Rafferty Law Follows Parents’ Lead With New Anti-Fur Campaign for PETA

For Immediate Release:

14 October 2019

Contact:

Jennifer White +44 (0) 20 7837 6327, ext 222; [email protected]

RAFFERTY LAW FOLLOWS PARENTS’ LEAD WITH NEW ANTI-FUR CAMPAIGN FOR PETA

Vegetarian Model Joins Efforts to End Killing of Coyotes for Canada Goose’s Fur-Trimmed Coats

London – With his ankle caught in a “blood-soaked” steel trap, model, musician, and lifelong vegetarian Rafferty Law – son of Jude Law and Sadie Frost, both PETA supporters – stars in a new PETA campaign that proclaims, “Canada Goose When Fashion Gets Really Ugly. Don’t buy Canada Goose cruelty.”

“I was disgusted when I learned that Canada Goose coats are trimmed with coyote fur,” says Rafferty Law. “There’s so much we can buy and wear that doesn’t involve animal suffering. There’s just no excuse for killing wild animals for fashion.”

Coyotes trapped for Canada Goose’s fur trim can legally suffer with a broken leg, lacerations, or haemorrhages for up to 72 hours before trappers return – and this practice is consistent with the company’s trapping standards. PETA points out that trapped coyote mothers desperate to get back to their starving pups have tried to chew off their own legs to escape and that many trapped animals succumb to the elements, blood loss, infection, or attacks by predators before trappers return to kill them.
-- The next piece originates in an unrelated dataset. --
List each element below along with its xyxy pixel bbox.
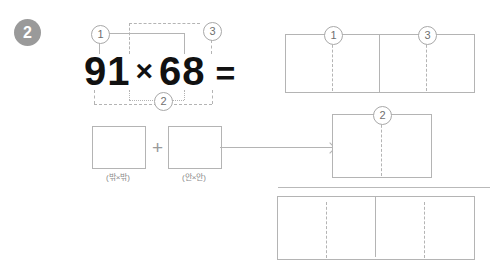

Ducks and geese used for down are shipped in all weather extremes to abattoirs, where their throats are cut and their bodies dunked into defeathering tanks.

Law also posed in a PETA US T-shirt reading, “#CanadaGooseKills”, sales of which raise vital funds to help the organisation continue its fight against the fur trade and other abusive industries.

Law comes from a family of proud anti-fur activists: his mother previously appeared in PETA’s iconic “I’d Rather Go Naked Than Wear Fur” series in an ad stating, “Turn Your Back on Fur,” while his father sent a letter on behalf of PETA urging the World Trade Organization to uphold the EU ban on seal-fur imports – which it did.

PETA’s motto reads, in part, that “animals are not ours to wear”, and the group opposes speciesism, the human-supremacist view that other animals are commodities to use at will.